*** Records shown ***
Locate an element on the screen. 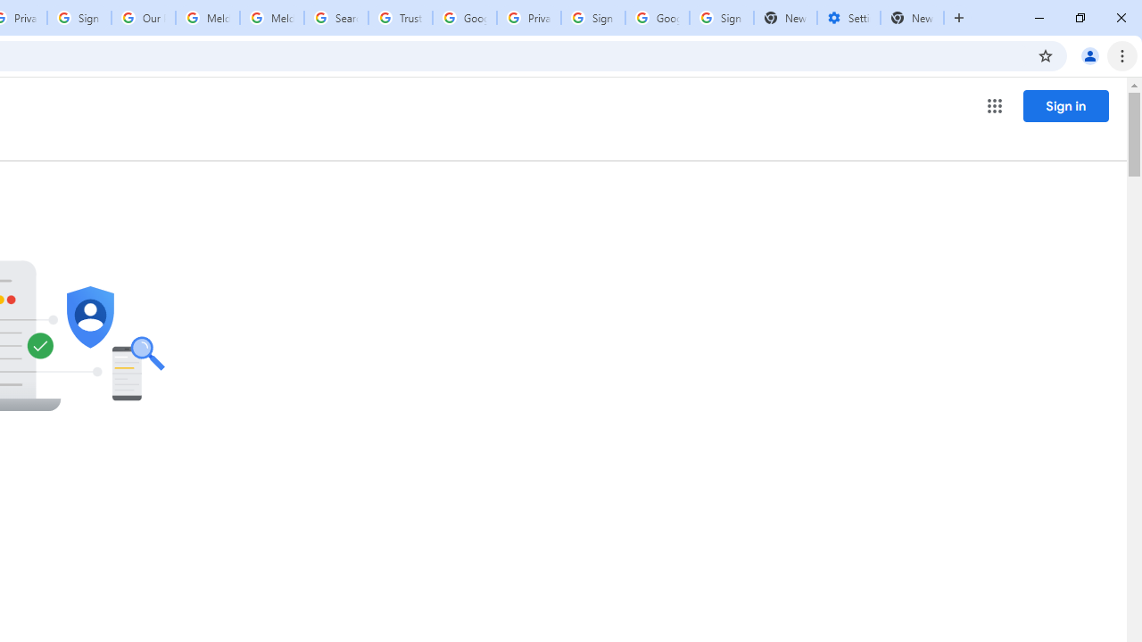  Trusted Information and Content - Google Safety Center is located at coordinates (401, 18).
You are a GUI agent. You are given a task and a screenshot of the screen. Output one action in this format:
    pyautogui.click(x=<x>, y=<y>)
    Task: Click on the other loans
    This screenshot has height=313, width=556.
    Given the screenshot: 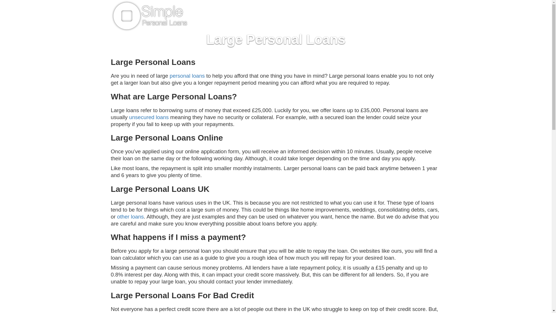 What is the action you would take?
    pyautogui.click(x=130, y=216)
    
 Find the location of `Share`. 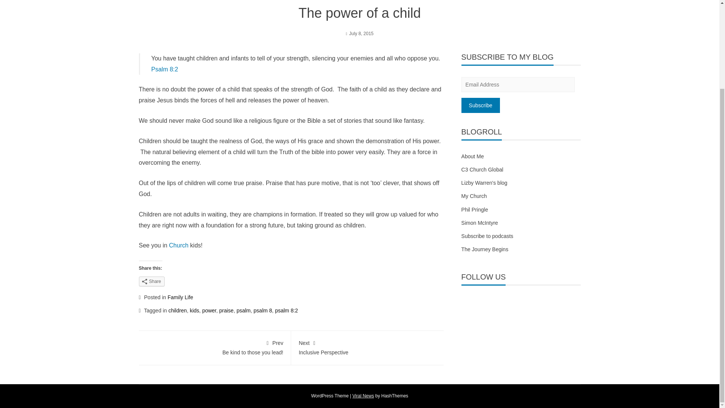

Share is located at coordinates (152, 281).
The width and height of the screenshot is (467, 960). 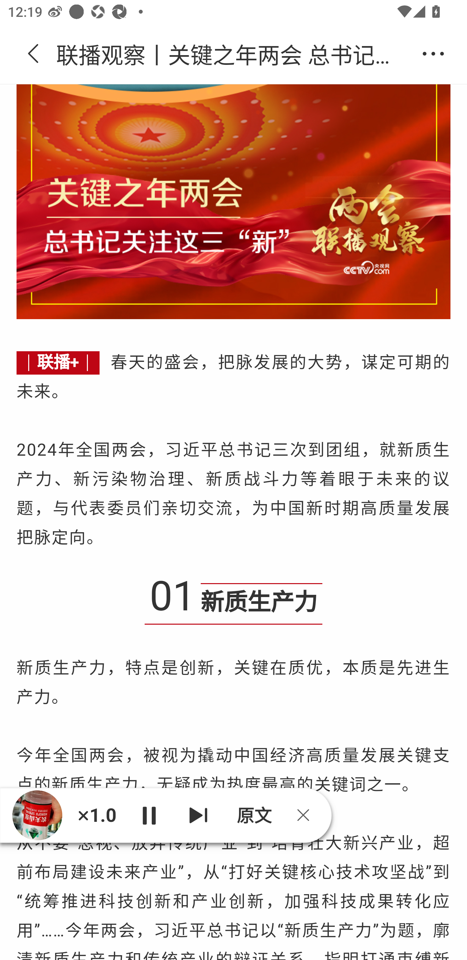 What do you see at coordinates (34, 54) in the screenshot?
I see ` 返回` at bounding box center [34, 54].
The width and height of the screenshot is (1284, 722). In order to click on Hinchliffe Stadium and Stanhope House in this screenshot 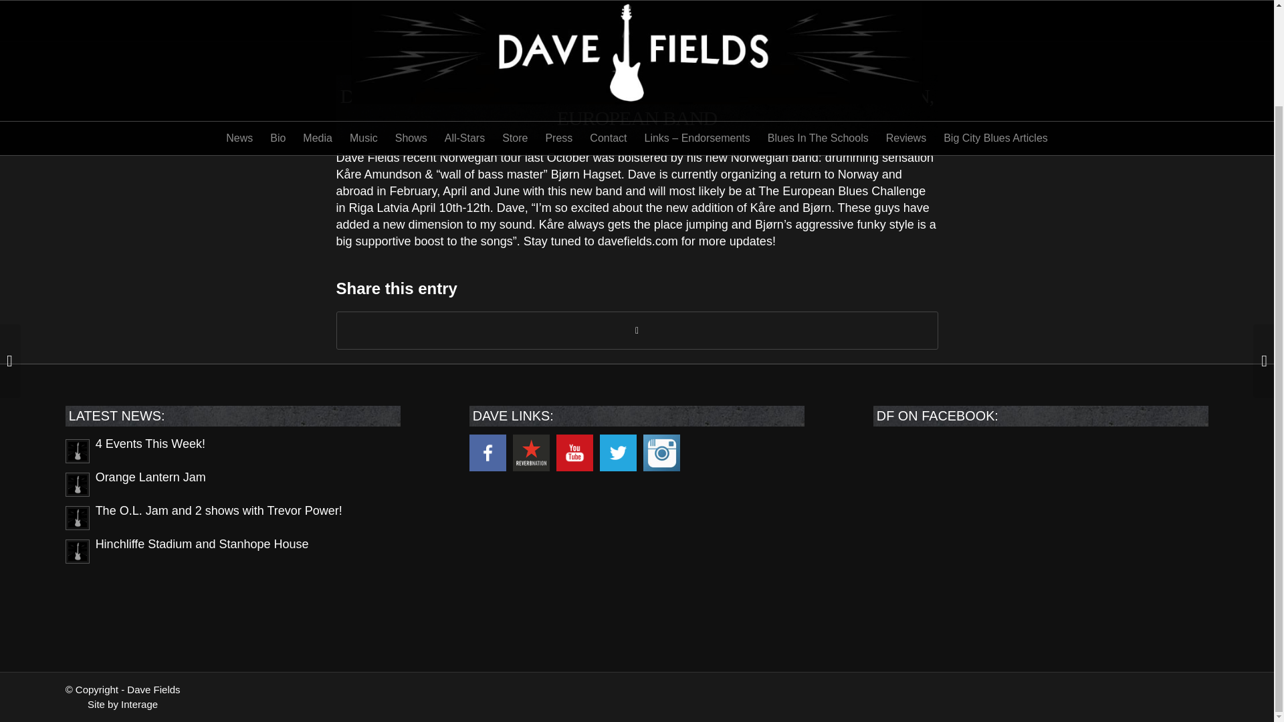, I will do `click(233, 550)`.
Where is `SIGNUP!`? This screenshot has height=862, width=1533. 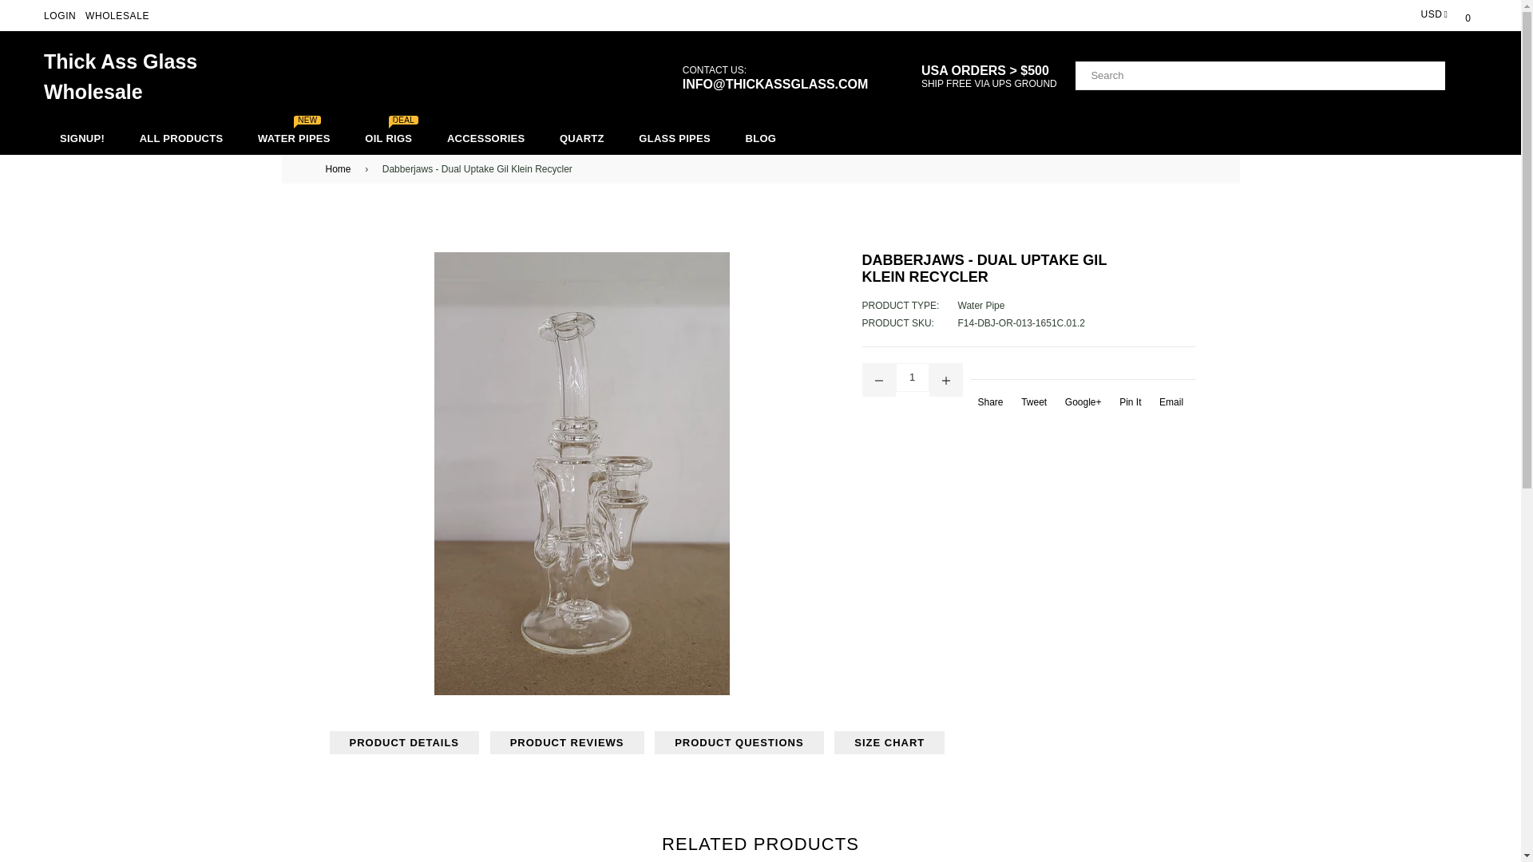
SIGNUP! is located at coordinates (82, 139).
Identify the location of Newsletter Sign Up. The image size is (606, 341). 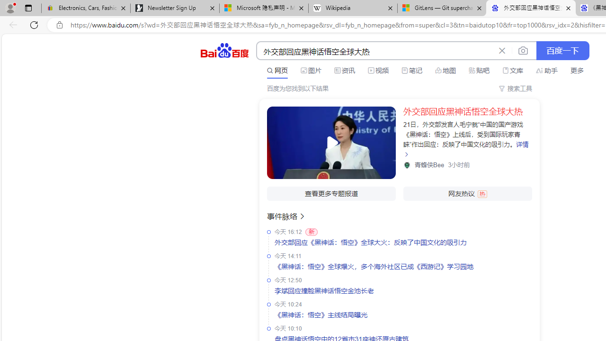
(175, 9).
*** End of Records shown ***
All lines from the one containing "has height=862, width=1533." through the end of the entries, both ends included, should be written out exactly, with no pictures.

Solution to this exercise
Where is `SIGNUP!`? This screenshot has height=862, width=1533. 
SIGNUP! is located at coordinates (82, 139).
Identify the location of Newsletter Sign Up. The image size is (606, 341). 
(175, 9).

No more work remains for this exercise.